Amazon is moving the pharmacy counter to the doctor’s office with automatic kiosks that dispense prescription drugs within minutes of a visit. The machines will first appear in One Medical clinics scattered around Los Angeles, where what amounts to a high-security vending machine will become an option for point-of-care pharmacy that is meant to reduce wait times and missed fills.
How the In‑Clinic Prescription Kiosk System Works
After a visit at a participating One Medical location, patients can ask their provider to send prescriptions to Amazon Pharmacy and select kiosk pickup in the Amazon app. Payment is made in-app, and a QR code is scanned to unlock the machine for pickup.
An order is reviewed for accuracy by a licensed pharmacist before pickup, a step Amazon says usually takes just minutes. The inventory consists of common prescriptions — think antibiotics, inhalers, and blood pressure drugs. Drugs and items that must be kept cool are not sold by the kiosks.
Security is a big feature: each kiosk weighs about 1,700 pounds and is bolted to the floor. Amazon claims tamper-resistant construction, vibration sensors, surveillance cameras with motion alerts, and dual authentication of delivery. The result is a machine that operates like a “safe pharmacy locker” rather than a snack dispenser.
A Shot at Fixing Primary Prescription Nonadherence
Among the thorniest issues in medication management is primary nonadherence: when a patient doesn’t go get a new prescription. Research in the Annals of Internal Medicine, meanwhile, has estimated that about 20% to 30% of new prescriptions issued in the United States are not filled, a lapse that can contribute to worse outcomes and drive up costs throughout the system.
Amazon’s bet is that by situating the pickup where care happens, it can expect higher completion rates. The friction of a second stop — picking up at a pharmacy, waiting, making payment — vanishes. Health systems that have experimented with point-of-care dispensing and bedside delivery of medications have seen higher adherence and faster time-to-initiation of therapy, a trend these kiosks are meant to mirror.
Launching in Los Angeles, With More Sites to Come
The first machines will be landing this December at One Medical’s Beverly Hills, Downtown, Long Beach, West Hollywood, and West L.A. clinics, with more locations to follow in the near future. The rollout takes advantage of Amazon and One Medical, which Amazon purchased for $3.9 billion, and extends existing logistics services offered by Amazon Pharmacy, like same-day delivery in cities like Chicago, Phoenix, and Miami.
The plan is simple: meet patients in the flow of care, combine digital checkout with on-site pickup and minimize drop-off between prescribing and the first dose.
Regulatory and Counseling Safeguards for Kiosks
Automated medication delivery is tightly regulated. In California, the Board of Pharmacy mandates pharmacist validation and counseling for patients using automated dispensing systems. Amazon says a pharmacist will review every order before pickup, and patients should expect to have access to remote counseling — by phone or video — which is in line with the telepharmacy standards popping up all over.
Identity checks are pivotal. Double authentication, QR-based access credentials, and 24/7 video recording are implemented to make sure the right medication ends up with the right person, as well as to maintain an auditable chain of custody required by licensed pharmacies.
Precedents and What Makes This Different
Pharmacy kiosks aren’t new. Hospitals and military bases use them; clinics have been operating telepharmacy kiosks from competitors like MedAvail. Where Amazon’s approach differs is in marrying an in-clinic primary care footprint with a consumer e-commerce experience — order, pay, and pick up handled within a familiar app — and one whose inventory is tuned to the prescribing habits of each clinic.
That tight integration could result in more streamlined kiosk stocking and fewer of the back-to-the-future-type out-of-stock situations that effectively negate point-of-care dispensing. It also provides clinicians with clearer insight into what patients can adhere to immediately.
Benefits and Constraints for Patients Using Kiosks
For patients, the upside is speed and convenience — no separate trip, fewer delays and a clearer path to getting therapy underway. It also may not necessarily translate to better adherence, which public health agencies have long linked to better outcomes and lower downstream costs.
There are trade-offs. The machines are stocked with a select few medications and do not contain controlled substances or temperature-sensitive drugs. Some patients will still require a typical pharmacy, or delivery. And for all the app-driven experience, insurance coverage, copays and price transparency continue to matter; Amazon Pharmacy will generally quote you a price and give the pharmacist his or her say-so, but whether kiosks are present doesn’t alter underlying clinical or insurance rules.
If the Los Angeles launch convinces patients they want walk-out-with-it convenience, the model is likely to appear in additional clinics and urgent care settings — moving the pharmacy much closer to the exam room and rendering “pick it up on your way out” a new norm in primary care.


§ Problem details
Transcribe each entry below exactly. Pictures do not go in the copy.

§ Data shown
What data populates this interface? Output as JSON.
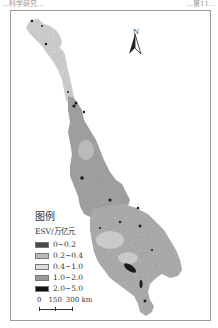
{
  "header": {
    "left_text": "…科学研究…",
    "right_text": "…第11…"
  },
  "map": {
    "north_label": "N",
    "legend": {
      "title": "图例",
      "subtitle": "ESV/万亿元",
      "items": [
        {
          "label": "0~0.2",
          "color": "#4a4a4a"
        },
        {
          "label": "0.2~0.4",
          "color": "#b9b9b9"
        },
        {
          "label": "0.4~1.0",
          "color": "#dedede"
        },
        {
          "label": "1.0~2.0",
          "color": "#9a9a9a"
        },
        {
          "label": "2.0~5.0",
          "color": "#121212"
        }
      ]
    },
    "scale_bar": {
      "labels": [
        "0",
        "150",
        "300 km"
      ]
    }
  }
}
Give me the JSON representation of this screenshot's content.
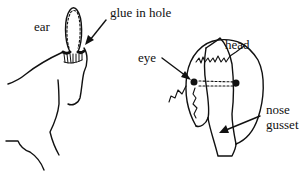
{
  "diagram": {
    "labels": {
      "ear": "ear",
      "glue": "glue in hole",
      "eye": "eye",
      "head": "head",
      "nose_line1": "nose",
      "nose_line2": "gusset"
    },
    "colors": {
      "ink": "#111111",
      "background": "#ffffff"
    }
  }
}
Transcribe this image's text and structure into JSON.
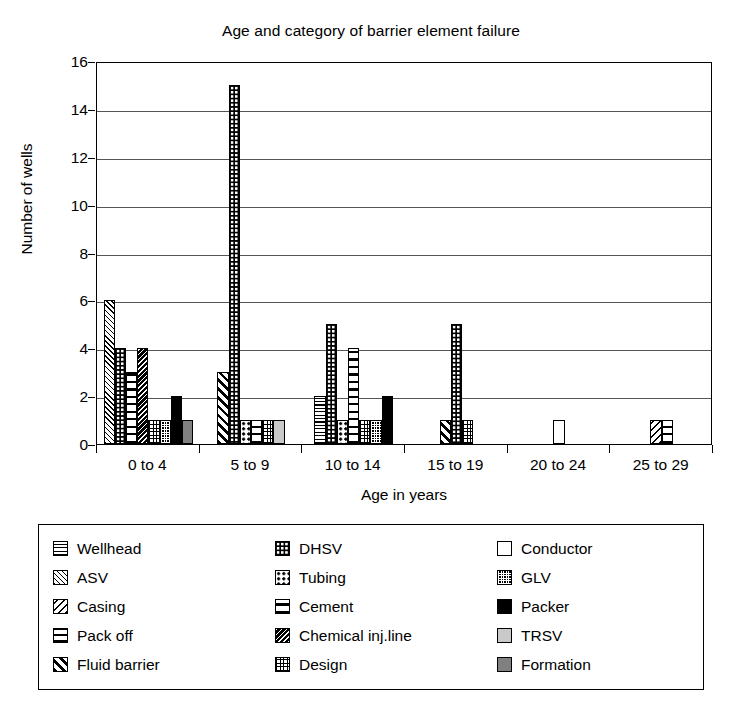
{
  "chart_data": {
    "type": "bar",
    "title": "Age and category of barrier element failure",
    "xlabel": "Age in years",
    "ylabel": "Number of wells",
    "ylim": [
      0,
      16
    ],
    "ytick_step": 2,
    "yticks": [
      "0",
      "2",
      "4",
      "6",
      "8",
      "10",
      "12",
      "14",
      "16"
    ],
    "grid": true,
    "legend_position": "below-plot",
    "categories": [
      "0 to 4",
      "5 to 9",
      "10 to 14",
      "15 to 19",
      "20 to 24",
      "25 to 29"
    ],
    "series": [
      {
        "name": "Wellhead",
        "pattern": "p-wellhead",
        "values": [
          0,
          0,
          2,
          0,
          0,
          0
        ]
      },
      {
        "name": "ASV",
        "pattern": "p-asv",
        "values": [
          6,
          0,
          0,
          0,
          0,
          0
        ]
      },
      {
        "name": "Casing",
        "pattern": "p-casing",
        "values": [
          0,
          0,
          0,
          0,
          0,
          1
        ]
      },
      {
        "name": "Pack off",
        "pattern": "p-packoff",
        "values": [
          0,
          0,
          0,
          0,
          0,
          0
        ]
      },
      {
        "name": "Fluid barrier",
        "pattern": "p-fluid",
        "values": [
          0,
          3,
          0,
          1,
          0,
          0
        ]
      },
      {
        "name": "DHSV",
        "pattern": "p-dhsv",
        "values": [
          4,
          15,
          5,
          5,
          0,
          0
        ]
      },
      {
        "name": "Tubing",
        "pattern": "p-tubing",
        "values": [
          0,
          1,
          1,
          0,
          0,
          0
        ]
      },
      {
        "name": "Cement",
        "pattern": "p-cement",
        "values": [
          3,
          1,
          4,
          0,
          0,
          1
        ]
      },
      {
        "name": "Chemical inj.line",
        "pattern": "p-chem",
        "values": [
          4,
          0,
          0,
          0,
          0,
          0
        ]
      },
      {
        "name": "Design",
        "pattern": "p-design",
        "values": [
          1,
          1,
          1,
          1,
          0,
          0
        ]
      },
      {
        "name": "Conductor",
        "pattern": "p-conductor",
        "values": [
          0,
          0,
          0,
          0,
          1,
          0
        ]
      },
      {
        "name": "GLV",
        "pattern": "p-glv",
        "values": [
          1,
          0,
          1,
          0,
          0,
          0
        ]
      },
      {
        "name": "Packer",
        "pattern": "p-packer",
        "values": [
          2,
          0,
          2,
          0,
          0,
          0
        ]
      },
      {
        "name": "TRSV",
        "pattern": "p-trsv",
        "values": [
          0,
          1,
          0,
          0,
          0,
          0
        ]
      },
      {
        "name": "Formation",
        "pattern": "p-formation",
        "values": [
          1,
          0,
          0,
          0,
          0,
          0
        ]
      }
    ]
  },
  "legend": {
    "columns": [
      [
        {
          "label": "Wellhead",
          "pattern": "p-wellhead"
        },
        {
          "label": "ASV",
          "pattern": "p-asv"
        },
        {
          "label": "Casing",
          "pattern": "p-casing"
        },
        {
          "label": "Pack off",
          "pattern": "p-packoff"
        },
        {
          "label": "Fluid barrier",
          "pattern": "p-fluid"
        }
      ],
      [
        {
          "label": "DHSV",
          "pattern": "p-dhsv"
        },
        {
          "label": "Tubing",
          "pattern": "p-tubing"
        },
        {
          "label": "Cement",
          "pattern": "p-cement"
        },
        {
          "label": "Chemical inj.line",
          "pattern": "p-chem"
        },
        {
          "label": "Design",
          "pattern": "p-design"
        }
      ],
      [
        {
          "label": "Conductor",
          "pattern": "p-conductor"
        },
        {
          "label": "GLV",
          "pattern": "p-glv"
        },
        {
          "label": "Packer",
          "pattern": "p-packer"
        },
        {
          "label": "TRSV",
          "pattern": "p-trsv"
        },
        {
          "label": "Formation",
          "pattern": "p-formation"
        }
      ]
    ]
  }
}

§ Exercise response
What data populates this interface? Output as JSON.
{
  "header": {
    "left_text": "…科学研究…",
    "right_text": "…第11…"
  },
  "map": {
    "north_label": "N",
    "legend": {
      "title": "图例",
      "subtitle": "ESV/万亿元",
      "items": [
        {
          "label": "0~0.2",
          "color": "#4a4a4a"
        },
        {
          "label": "0.2~0.4",
          "color": "#b9b9b9"
        },
        {
          "label": "0.4~1.0",
          "color": "#dedede"
        },
        {
          "label": "1.0~2.0",
          "color": "#9a9a9a"
        },
        {
          "label": "2.0~5.0",
          "color": "#121212"
        }
      ]
    },
    "scale_bar": {
      "labels": [
        "0",
        "150",
        "300 km"
      ]
    }
  }
}
Give me the JSON representation of this screenshot's content.
{
  "diagram": {
    "labels": {
      "ear": "ear",
      "glue": "glue in hole",
      "eye": "eye",
      "head": "head",
      "nose_line1": "nose",
      "nose_line2": "gusset"
    },
    "colors": {
      "ink": "#111111",
      "background": "#ffffff"
    }
  }
}
Transcribe this image's text and structure into JSON.
{
  "chart_data": {
    "type": "bar",
    "title": "Age and category of barrier element failure",
    "xlabel": "Age in years",
    "ylabel": "Number of wells",
    "ylim": [
      0,
      16
    ],
    "ytick_step": 2,
    "yticks": [
      "0",
      "2",
      "4",
      "6",
      "8",
      "10",
      "12",
      "14",
      "16"
    ],
    "grid": true,
    "legend_position": "below-plot",
    "categories": [
      "0 to 4",
      "5 to 9",
      "10 to 14",
      "15 to 19",
      "20 to 24",
      "25 to 29"
    ],
    "series": [
      {
        "name": "Wellhead",
        "pattern": "p-wellhead",
        "values": [
          0,
          0,
          2,
          0,
          0,
          0
        ]
      },
      {
        "name": "ASV",
        "pattern": "p-asv",
        "values": [
          6,
          0,
          0,
          0,
          0,
          0
        ]
      },
      {
        "name": "Casing",
        "pattern": "p-casing",
        "values": [
          0,
          0,
          0,
          0,
          0,
          1
        ]
      },
      {
        "name": "Pack off",
        "pattern": "p-packoff",
        "values": [
          0,
          0,
          0,
          0,
          0,
          0
        ]
      },
      {
        "name": "Fluid barrier",
        "pattern": "p-fluid",
        "values": [
          0,
          3,
          0,
          1,
          0,
          0
        ]
      },
      {
        "name": "DHSV",
        "pattern": "p-dhsv",
        "values": [
          4,
          15,
          5,
          5,
          0,
          0
        ]
      },
      {
        "name": "Tubing",
        "pattern": "p-tubing",
        "values": [
          0,
          1,
          1,
          0,
          0,
          0
        ]
      },
      {
        "name": "Cement",
        "pattern": "p-cement",
        "values": [
          3,
          1,
          4,
          0,
          0,
          1
        ]
      },
      {
        "name": "Chemical inj.line",
        "pattern": "p-chem",
        "values": [
          4,
          0,
          0,
          0,
          0,
          0
        ]
      },
      {
        "name": "Design",
        "pattern": "p-design",
        "values": [
          1,
          1,
          1,
          1,
          0,
          0
        ]
      },
      {
        "name": "Conductor",
        "pattern": "p-conductor",
        "values": [
          0,
          0,
          0,
          0,
          1,
          0
        ]
      },
      {
        "name": "GLV",
        "pattern": "p-glv",
        "values": [
          1,
          0,
          1,
          0,
          0,
          0
        ]
      },
      {
        "name": "Packer",
        "pattern": "p-packer",
        "values": [
          2,
          0,
          2,
          0,
          0,
          0
        ]
      },
      {
        "name": "TRSV",
        "pattern": "p-trsv",
        "values": [
          0,
          1,
          0,
          0,
          0,
          0
        ]
      },
      {
        "name": "Formation",
        "pattern": "p-formation",
        "values": [
          1,
          0,
          0,
          0,
          0,
          0
        ]
      }
    ]
  },
  "legend": {
    "columns": [
      [
        {
          "label": "Wellhead",
          "pattern": "p-wellhead"
        },
        {
          "label": "ASV",
          "pattern": "p-asv"
        },
        {
          "label": "Casing",
          "pattern": "p-casing"
        },
        {
          "label": "Pack off",
          "pattern": "p-packoff"
        },
        {
          "label": "Fluid barrier",
          "pattern": "p-fluid"
        }
      ],
      [
        {
          "label": "DHSV",
          "pattern": "p-dhsv"
        },
        {
          "label": "Tubing",
          "pattern": "p-tubing"
        },
        {
          "label": "Cement",
          "pattern": "p-cement"
        },
        {
          "label": "Chemical inj.line",
          "pattern": "p-chem"
        },
        {
          "label": "Design",
          "pattern": "p-design"
        }
      ],
      [
        {
          "label": "Conductor",
          "pattern": "p-conductor"
        },
        {
          "label": "GLV",
          "pattern": "p-glv"
        },
        {
          "label": "Packer",
          "pattern": "p-packer"
        },
        {
          "label": "TRSV",
          "pattern": "p-trsv"
        },
        {
          "label": "Formation",
          "pattern": "p-formation"
        }
      ]
    ]
  }
}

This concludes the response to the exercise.